Why grow your own? - Introduction

 

Introduction

fruitwise

 

See the fruitwise test video

This section looks at reasons to consider growing your own food, with some links to discussions and notes on growing your own vegetables.

 

July 2012 Update:

Our initial plan was to add info and reviews of growing products and growing methods, but this project was put on hold as we found ourselves busy getting established in Oxfordshire and just not enough hours in the day!

 

Suddenly we looked up to realise that it wasn't just months that had gone by, but years!
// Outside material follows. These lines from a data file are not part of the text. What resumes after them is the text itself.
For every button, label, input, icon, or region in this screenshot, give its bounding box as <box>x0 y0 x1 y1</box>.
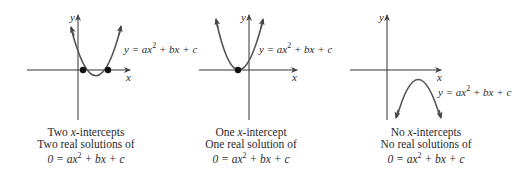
y-axis-label: y <box>379 11 384 23</box>
x-intercept-point <box>80 67 86 73</box>
x-intercept-point <box>105 67 111 73</box>
equation-label: y = ax2 + bx + c <box>124 41 197 55</box>
caption-no-intercepts: No x-intercepts No real solutions of 0 =… <box>346 126 506 165</box>
x-axis-label: x <box>292 71 297 83</box>
x-intercept-point <box>235 67 241 73</box>
y-axis-label: y <box>241 11 246 23</box>
equation-label: y = ax2 + bx + c <box>438 84 511 98</box>
equation-label: y = ax2 + bx + c <box>259 41 332 55</box>
caption-one-intercept: One x-intercept One real solution of 0 =… <box>171 126 331 165</box>
parabola-curve <box>216 20 263 70</box>
x-axis-label: x <box>126 71 131 83</box>
x-axis-label: x <box>437 71 442 83</box>
panel-two-intercepts-graph <box>27 15 130 120</box>
panel-one-intercept-graph <box>199 15 297 120</box>
y-axis-label: y <box>70 11 75 23</box>
caption-two-intercepts: Two x-intercepts Two real solutions of 0… <box>6 126 166 165</box>
parabola-curve <box>397 80 440 118</box>
panel-no-intercepts-graph <box>350 15 441 120</box>
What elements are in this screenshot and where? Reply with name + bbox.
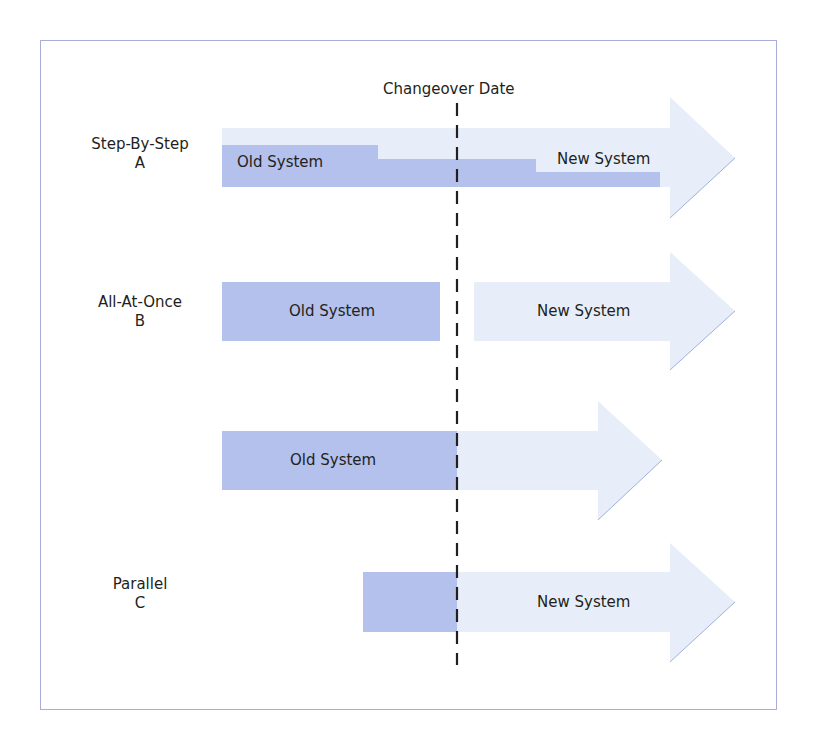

A bit like being Rip van Winkle but without the beardy growth.

 

The core information we first published still seems valid, but we have so busy just trying to do things that spending time writing about it online has been relegated down the list of 'things we must get done'.

 

At the end of 2008 we found ourselves in Oxfordshire trying to renovate an old kitchen garden - and you can find some journal entries on that here.

 

Then, planning to get a new business established in 2009, and starting it in 2010, the last 2 years have proved much more challenging than we expected (stupid of us, I know), but time has literally flown by, and if there are things we have learned, they include:

  • Start small.

  • Don't underestimate what the world will throw in your direction in terms of weather and the unexpected.

  • Make sure you are growing as close to home as you can.

  • Grow a variety of things.

  • Think about calories.

  • Salads might be fashionable but there is only so much of it you can eat - especially if you've spent the week working physically - you want stuff that gives you energy, and grazing leaves does not do it!

 

2010 and 2011 proved to be challenging years for our vegetable plot (e.g. in 2010 we thought we'd try outdoor tomatoes and lost more than 100 plants to blight, just before the tomatoes were ripe).

2012 has, so far, been a bit of a dud. The variations in weather (even over the course of a single day) have not helped at all. Where we would normally have expected a glut of things like courgettes by July, 2012 has been a disaster with plants stalling as temperatures fluctuate up and down, and so much rain that we might have been better off trying fish farming.

 

If anything, the importance of knowing how to grow your own food has increased, but, the level of effort is not small; and whilst we firmly believe that nothing beats stuff you have grown yourself - when you look at the time and work involved (e.g. potatoes), it is difficult to set that time aside when you are struggling to earn enough money to live
and potatoes cost next to nothing when you consider the effort of growing your own crop.

 

However.. and this is a big one - what happens if the supply of cheap food in a supermarket gets interrupted?

 

Or perhaps something more probable: Just look at the 'great petrol scare' - if something actually happened to interrupt food supplies or push prices up even more, then knowing how to grow your own could suddenly become very important and much more cost effective.

 

The amount of labour involved is significant, and as things stand, why would someone want to spend the time?

 

Well, these and other things we plan to cover in upcoming articles - we've learned a lot over the last few years, now we hope to write a little about it and see where that leads us.